Bookmark Jamaica-Gleaner.com
Go-Jamaica Gleaner Classifieds Discover Jamaica Youth Link Jamaica
Business Directory Go Shopping inns of jamaica Local Communities

Home
Lead Stories
News
Business
Sport
Commentary
Letters
Entertainment
Lifestyle
The Star
E-Financial Gleaner
Overseas News
The Voice
Communities
Hospitality Jamaica
Google
Web
Jamaica- gleaner.com

Services
Archives
Find a Jamaican
Library
Weather
Subscriptions
News by E-mail
Newsletter
Print Subscriptions
Interactive
Chat
Dating & Love
Free Email
Guestbook
ScreenSavers
Submit a Letter
WebCam
Weekly Poll
About Us
Advertising
Gleaner Company
Other News
Stabroek News

Jamaica's poor in need of 'decent work'
published: Tuesday | January 18, 2005


- RUDOLPH BROWN/Chief Photographer
Juan Carlos Espinola (left), the United Nations resident coordinator and UNDP representative, and Dr. Pauline Knight, director, social and manpower planning, converse at the launch of the progress report of the U.N. Millennium Project and National MDG Progress Reports, yesterday at the Ministry of Foreign Affairs and Foreign Trade, New Kingston.

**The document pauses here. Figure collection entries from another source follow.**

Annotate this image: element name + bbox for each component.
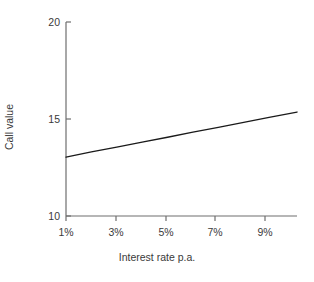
x-tick-label-3pct: 3% bbox=[99, 227, 133, 238]
x-axis-title: Interest rate p.a. bbox=[0, 252, 314, 263]
y-tick-label-20: 20 bbox=[34, 17, 60, 28]
data-line-call-value bbox=[66, 112, 297, 157]
x-tick-label-1pct: 1% bbox=[49, 227, 83, 238]
y-tick-label-15: 15 bbox=[34, 114, 60, 125]
x-tick-label-7pct: 7% bbox=[198, 227, 232, 238]
x-tick-label-9pct: 9% bbox=[248, 227, 282, 238]
y-tick-label-10: 10 bbox=[34, 211, 60, 222]
x-tick-label-5pct: 5% bbox=[149, 227, 183, 238]
plot-area bbox=[0, 0, 314, 282]
y-axis-title: Call value bbox=[4, 77, 15, 177]
chart-figure: 20 15 10 1% 3% 5% 7% 9% Interest rate p.… bbox=[0, 0, 314, 282]
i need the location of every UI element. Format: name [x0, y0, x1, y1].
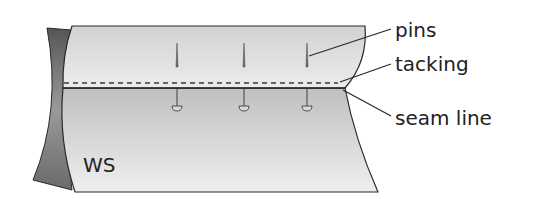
label-wrong-side: WS	[83, 153, 115, 177]
fabric-top-piece	[63, 26, 365, 88]
label-pins: pins	[395, 18, 436, 42]
label-seam-line: seam line	[395, 106, 492, 130]
seam-diagram: pins tacking seam line WS	[0, 0, 533, 199]
label-tacking: tacking	[395, 52, 469, 76]
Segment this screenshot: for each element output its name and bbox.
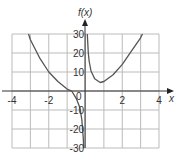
y-tick-label: 30 bbox=[73, 29, 85, 40]
x-tick-label: 4 bbox=[156, 95, 162, 106]
curve-branch bbox=[87, 34, 142, 83]
x-tick-label: -4 bbox=[8, 95, 17, 106]
function-graph: -4-224302010-10-20-30 f(x) x 0 bbox=[0, 0, 180, 156]
y-tick-label: 10 bbox=[73, 67, 85, 78]
x-axis-label: x bbox=[168, 93, 175, 104]
y-tick-label: -20 bbox=[70, 124, 85, 135]
y-tick-label: 20 bbox=[73, 48, 85, 59]
origin-label: 0 bbox=[76, 91, 82, 102]
y-axis-label: f(x) bbox=[78, 7, 92, 18]
y-tick-label: -10 bbox=[70, 105, 85, 116]
x-tick-label: -2 bbox=[44, 95, 53, 106]
y-axis-arrow-icon bbox=[82, 19, 88, 26]
x-tick-label: 2 bbox=[119, 95, 125, 106]
y-tick-label: -30 bbox=[70, 143, 85, 154]
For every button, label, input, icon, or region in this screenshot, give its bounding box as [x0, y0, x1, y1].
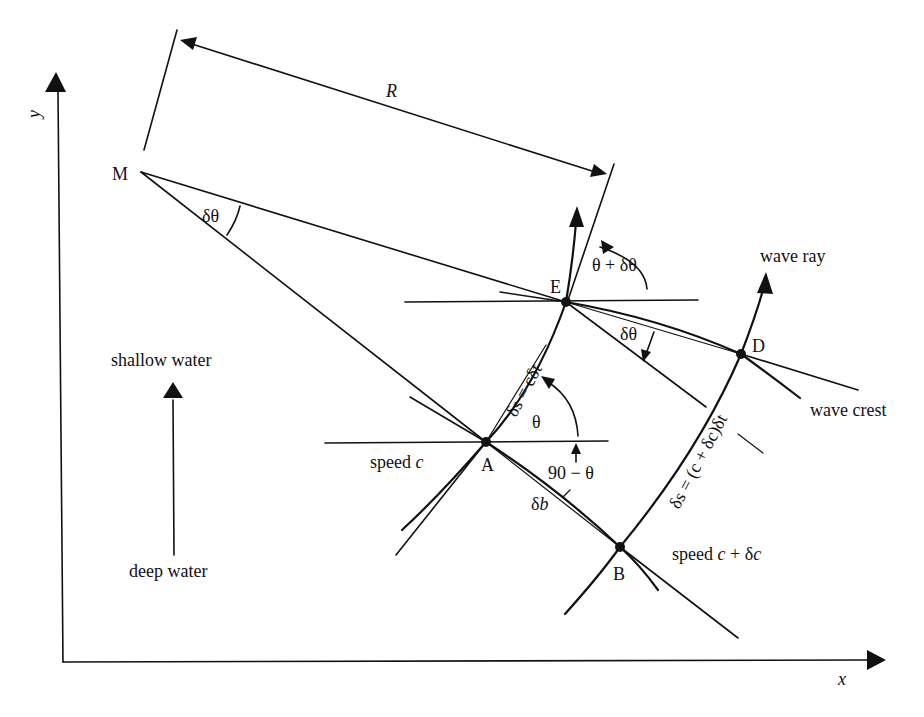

Leonardo Blair, Staff Reporter

JAMAICA'S WORKING population consists of almost 70 per cent of the island's poor.

Even though extreme poverty levels have been slashed by almost 50 per cent between 1990 and 2001, Dr. Pauline Knight, director of social and manpower planing at the Planning Institute of Jamaica, told reporters yesterday that some 69 per cent of the poor are working.

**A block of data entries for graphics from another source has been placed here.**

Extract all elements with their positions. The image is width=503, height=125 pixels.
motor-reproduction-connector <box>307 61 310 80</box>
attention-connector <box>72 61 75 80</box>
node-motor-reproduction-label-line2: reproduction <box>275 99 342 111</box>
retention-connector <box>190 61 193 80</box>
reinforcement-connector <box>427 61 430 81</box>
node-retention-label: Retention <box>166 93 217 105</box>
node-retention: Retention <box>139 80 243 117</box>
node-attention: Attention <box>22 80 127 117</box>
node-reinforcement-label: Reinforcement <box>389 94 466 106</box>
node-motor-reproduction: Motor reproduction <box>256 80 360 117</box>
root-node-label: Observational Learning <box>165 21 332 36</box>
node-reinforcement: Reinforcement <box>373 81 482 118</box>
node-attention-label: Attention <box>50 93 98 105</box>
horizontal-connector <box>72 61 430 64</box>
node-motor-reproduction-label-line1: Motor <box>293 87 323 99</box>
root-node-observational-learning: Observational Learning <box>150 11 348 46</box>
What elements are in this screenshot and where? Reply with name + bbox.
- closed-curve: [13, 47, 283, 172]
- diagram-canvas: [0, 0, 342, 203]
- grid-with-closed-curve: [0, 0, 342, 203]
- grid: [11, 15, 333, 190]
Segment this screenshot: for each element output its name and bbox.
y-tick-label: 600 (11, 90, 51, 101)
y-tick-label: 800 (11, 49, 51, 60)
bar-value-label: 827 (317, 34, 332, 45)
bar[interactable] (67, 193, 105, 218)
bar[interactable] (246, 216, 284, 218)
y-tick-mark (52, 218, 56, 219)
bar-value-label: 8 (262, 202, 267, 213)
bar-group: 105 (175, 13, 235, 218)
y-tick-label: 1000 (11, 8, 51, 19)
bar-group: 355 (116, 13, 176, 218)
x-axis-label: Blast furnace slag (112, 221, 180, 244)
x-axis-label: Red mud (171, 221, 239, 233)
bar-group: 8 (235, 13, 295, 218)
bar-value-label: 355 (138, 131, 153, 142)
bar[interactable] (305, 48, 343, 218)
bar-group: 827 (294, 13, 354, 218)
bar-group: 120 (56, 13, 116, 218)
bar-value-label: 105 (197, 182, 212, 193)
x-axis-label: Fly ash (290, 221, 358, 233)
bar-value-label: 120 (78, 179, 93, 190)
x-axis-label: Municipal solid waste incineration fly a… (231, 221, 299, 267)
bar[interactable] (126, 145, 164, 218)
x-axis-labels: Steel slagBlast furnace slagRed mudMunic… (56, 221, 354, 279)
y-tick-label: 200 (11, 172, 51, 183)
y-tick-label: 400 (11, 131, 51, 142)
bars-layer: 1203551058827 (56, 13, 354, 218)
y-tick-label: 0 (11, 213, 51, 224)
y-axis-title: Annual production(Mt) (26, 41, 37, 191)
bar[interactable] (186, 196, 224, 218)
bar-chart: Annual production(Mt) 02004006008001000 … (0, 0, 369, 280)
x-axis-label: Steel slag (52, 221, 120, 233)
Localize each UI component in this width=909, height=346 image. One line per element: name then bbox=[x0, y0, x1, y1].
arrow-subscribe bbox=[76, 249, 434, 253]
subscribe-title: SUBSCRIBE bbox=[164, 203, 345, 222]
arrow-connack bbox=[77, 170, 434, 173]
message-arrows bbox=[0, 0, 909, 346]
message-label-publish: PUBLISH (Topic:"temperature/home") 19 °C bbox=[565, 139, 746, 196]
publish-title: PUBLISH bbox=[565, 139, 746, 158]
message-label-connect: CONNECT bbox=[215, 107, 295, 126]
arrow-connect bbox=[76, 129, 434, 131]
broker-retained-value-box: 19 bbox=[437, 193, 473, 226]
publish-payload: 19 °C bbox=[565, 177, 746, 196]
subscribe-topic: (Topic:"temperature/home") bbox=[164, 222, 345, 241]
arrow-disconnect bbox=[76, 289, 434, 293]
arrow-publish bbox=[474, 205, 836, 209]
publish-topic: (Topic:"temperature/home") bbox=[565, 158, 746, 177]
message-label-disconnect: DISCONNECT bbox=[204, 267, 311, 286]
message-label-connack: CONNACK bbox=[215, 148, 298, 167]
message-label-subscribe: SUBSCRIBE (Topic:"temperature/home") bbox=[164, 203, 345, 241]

In her presentation on Jamaica's progress in meeting several targets set under the United Nations Millennium Project, Dr. Knight said the majority of the working poor are under-employed in the informal sector and are seriously in need of 'decent work'. Without economic growth and the creation of more jobs, this situation is likely to continue.

SERIOUS PROBLEMS

Juan Carlos Espinola, U.N. resident coordinator and UNDP resident representative, while pointing to certain strides made by the Caribbean in the report, explained that Jamaica still faced serious problems.

"Certainly in the Caribbean and Jamaica, there are challenges being faced in education, HIV/AIDS and crime and violence, including persistent pockets of poverty," said Mr. Espinola.

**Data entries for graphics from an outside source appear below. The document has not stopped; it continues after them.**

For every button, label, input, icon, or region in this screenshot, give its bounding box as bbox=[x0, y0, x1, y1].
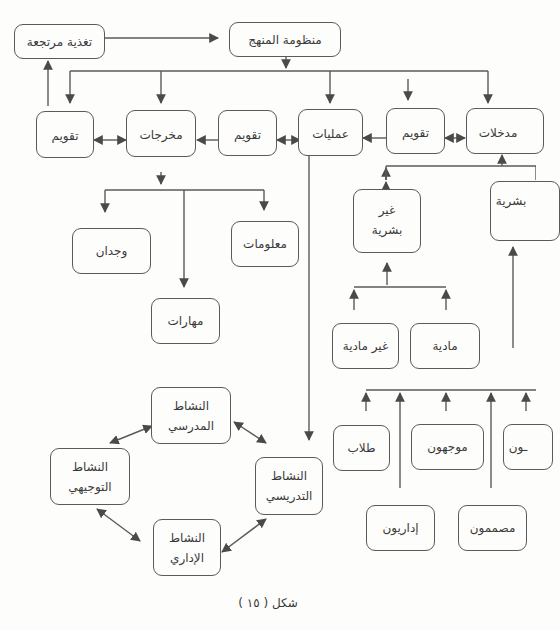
node-label-line2: التوجيهي bbox=[68, 477, 111, 497]
node-evaluation-3: تقويم bbox=[36, 111, 94, 158]
node-evaluation-2: تقويم bbox=[218, 110, 277, 156]
node-label: مصممون bbox=[470, 517, 516, 539]
node-admin-activity: النشاط الإداري bbox=[153, 519, 221, 576]
node-label: وجدان bbox=[96, 240, 128, 262]
node-label: مهارات bbox=[167, 310, 203, 332]
node-label: تغذية مرتجعة bbox=[27, 31, 92, 53]
node-label: عمليات bbox=[312, 123, 349, 145]
node-label: بشرية bbox=[496, 190, 526, 212]
node-teachers-partial: ـون bbox=[503, 424, 553, 470]
node-label: موجهون bbox=[427, 436, 468, 458]
figure-caption: شكل ( ١٥ ) bbox=[0, 596, 536, 610]
node-label: إداريون bbox=[382, 517, 418, 539]
node-human: بشرية bbox=[490, 181, 560, 241]
node-feedback: تغذية مرتجعة bbox=[14, 24, 105, 59]
node-curriculum-system: منظومة المنهج bbox=[229, 22, 341, 57]
node-label: طلاب bbox=[348, 437, 376, 459]
node-label-line1: غير bbox=[379, 200, 396, 220]
node-knowledge: معلومات bbox=[231, 221, 299, 267]
node-processes: عمليات bbox=[298, 109, 363, 156]
node-designers: مصممون bbox=[458, 505, 527, 551]
node-label-line2: بشرية bbox=[372, 220, 402, 240]
node-label: غير مادية bbox=[343, 335, 389, 357]
node-label: تقويم bbox=[234, 124, 261, 146]
node-school-activity: النشاط المدرسي bbox=[151, 387, 231, 444]
node-label-line1: النشاط bbox=[72, 457, 108, 477]
node-guidance-activity: النشاط التوجيهي bbox=[50, 448, 130, 505]
node-label: مدخلات bbox=[479, 122, 518, 144]
node-label-line1: النشاط bbox=[271, 466, 307, 486]
node-supervisors: موجهون bbox=[411, 424, 484, 470]
node-students: طلاب bbox=[333, 425, 390, 471]
node-non-human: غير بشرية bbox=[353, 189, 421, 253]
node-label: تقويم bbox=[52, 125, 79, 147]
node-affect: وجدان bbox=[72, 228, 151, 274]
node-outputs: مخرجات bbox=[126, 110, 196, 157]
node-label: معلومات bbox=[243, 233, 287, 255]
node-skills: مهارات bbox=[151, 298, 220, 344]
node-administrators: إداريون bbox=[366, 505, 435, 551]
node-label-line2: الإداري bbox=[170, 548, 204, 568]
node-evaluation-1: تقويم bbox=[386, 108, 445, 154]
node-label-line1: النشاط bbox=[173, 396, 209, 416]
node-label-line1: النشاط bbox=[169, 528, 205, 548]
node-label: مادية bbox=[432, 335, 457, 357]
node-teaching-activity: النشاط التدريسي bbox=[255, 457, 323, 515]
node-inputs: مدخلات bbox=[466, 108, 544, 154]
node-label: منظومة المنهج bbox=[248, 29, 322, 51]
node-non-material: غير مادية bbox=[332, 323, 399, 369]
node-label-line2: المدرسي bbox=[168, 416, 214, 436]
node-label: مخرجات bbox=[139, 124, 182, 146]
node-label: تقويم bbox=[402, 122, 429, 144]
node-material: مادية bbox=[410, 323, 480, 369]
node-label-line2: التدريسي bbox=[266, 486, 313, 506]
node-label: ـون bbox=[509, 436, 528, 458]
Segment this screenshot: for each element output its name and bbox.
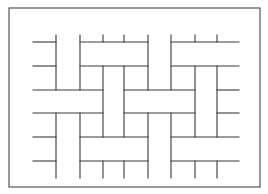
- vertical-lines: [56, 35, 217, 178]
- weave-diagram: [0, 0, 268, 194]
- diagram-frame: [9, 8, 260, 187]
- weave-svg: [0, 0, 268, 194]
- horizontal-lines: [33, 42, 239, 161]
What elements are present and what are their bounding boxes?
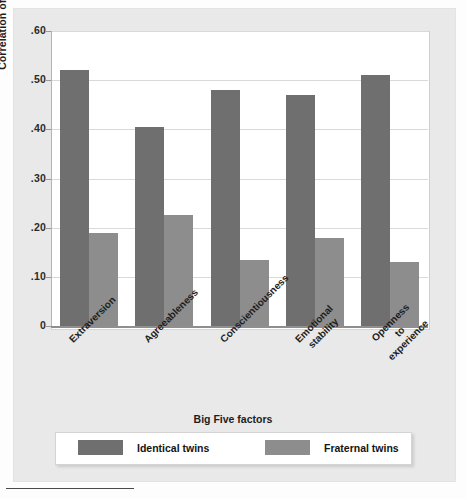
bar-group xyxy=(361,31,419,326)
bar-identical xyxy=(361,75,390,326)
legend-swatch xyxy=(78,440,123,455)
bar-group xyxy=(60,31,118,326)
legend-label: Identical twins xyxy=(137,442,209,454)
y-tick-label: .50 xyxy=(12,73,46,85)
bar-identical xyxy=(60,70,89,326)
y-axis-line xyxy=(51,31,52,328)
legend-label: Fraternal twins xyxy=(324,442,399,454)
bar-group xyxy=(211,31,269,326)
y-tick-label: .60 xyxy=(12,24,46,36)
bar-identical xyxy=(286,95,315,326)
legend-item: Fraternal twins xyxy=(265,440,399,455)
y-tick-label: .30 xyxy=(12,172,46,184)
y-tick-label: 0 xyxy=(12,319,46,331)
figure-page: Correlation of scores .60.50.40.30.20.10… xyxy=(0,0,466,499)
x-axis-title: Big Five factors xyxy=(0,413,466,425)
bar-group xyxy=(135,31,193,326)
bar-group xyxy=(286,31,344,326)
y-tick-label: .40 xyxy=(12,122,46,134)
chart-legend: Identical twinsFraternal twins xyxy=(55,432,412,465)
legend-item: Identical twins xyxy=(78,440,209,455)
y-tick-label: .10 xyxy=(12,270,46,282)
bar-identical xyxy=(211,90,240,326)
legend-swatch xyxy=(265,440,310,455)
bar-identical xyxy=(135,127,164,326)
y-axis-title: Correlation of scores xyxy=(0,0,8,96)
scan-artifact-line xyxy=(6,488,134,489)
y-tick-label: .20 xyxy=(12,221,46,233)
plot-area xyxy=(51,31,428,328)
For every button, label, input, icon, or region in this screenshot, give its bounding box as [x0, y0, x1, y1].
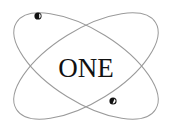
- one-logo: ONE: [0, 0, 172, 131]
- planet-dot-icon: [109, 97, 116, 104]
- logo-text: ONE: [0, 53, 172, 83]
- planet-dot-icon: [34, 12, 41, 19]
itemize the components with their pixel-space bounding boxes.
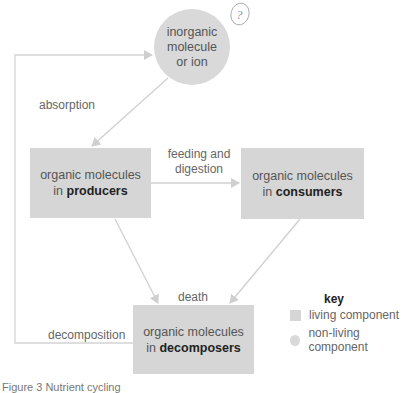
node-consumers: organic molecules in consumers <box>241 148 364 219</box>
feeding-line1: feeding and <box>160 147 238 162</box>
circle-swatch-icon <box>290 335 300 346</box>
decomposers-bold: decomposers <box>159 341 240 355</box>
producers-line1: organic molecules <box>40 167 141 183</box>
label-death: death <box>178 290 208 305</box>
key-title: key <box>324 292 344 306</box>
label-absorption: absorption <box>39 98 95 113</box>
label-feeding-digestion: feeding and digestion <box>160 147 238 177</box>
key-item-living: living component <box>290 308 399 322</box>
consumers-in: in <box>263 185 276 199</box>
question-mark-icon: ? <box>229 1 251 27</box>
producers-in: in <box>53 184 66 198</box>
node-inorganic-molecule: inorganic molecule or ion <box>154 9 230 85</box>
node-producers: organic molecules in producers <box>30 148 151 218</box>
consumers-line1: organic molecules <box>252 168 353 184</box>
key-label-living: living component <box>309 308 399 322</box>
decomposers-in: in <box>146 341 159 355</box>
producers-bold: producers <box>67 184 128 198</box>
square-swatch-icon <box>290 310 301 321</box>
label-decomposition: decomposition <box>48 328 125 343</box>
consumers-bold: consumers <box>276 185 343 199</box>
svg-text:?: ? <box>236 7 243 22</box>
key-item-non-living: non-living component <box>290 326 416 354</box>
node-decomposers: organic molecules in decomposers <box>133 305 254 374</box>
node-inorganic-line3: or ion <box>167 55 218 70</box>
node-inorganic-line1: inorganic <box>167 25 218 40</box>
decomposers-line1: organic molecules <box>143 324 244 340</box>
feeding-line2: digestion <box>160 162 238 177</box>
node-inorganic-line2: molecule <box>167 40 218 55</box>
figure-caption: Figure 3 Nutrient cycling <box>2 381 121 393</box>
key-label-non-living: non-living component <box>308 326 416 354</box>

He pointed out also that the region is extremely vulnerable to natural disasters and official development assistance is now being transferred to other parts of the world.

The U.N. Millennium Project was commissioned by the United Nations Secretary-General in 2002 to develop a concrete action plan for the world to reverse the grinding poverty, hunger and disease affecting billions of people.

The project's report proposes straightforward solutions for meeting the millennium development goals by the 2015 deadline.

Some of the development goals include: halving extreme poverty and hunger; achieving universal primary education; achieving gender equality and creating a global partnership for development.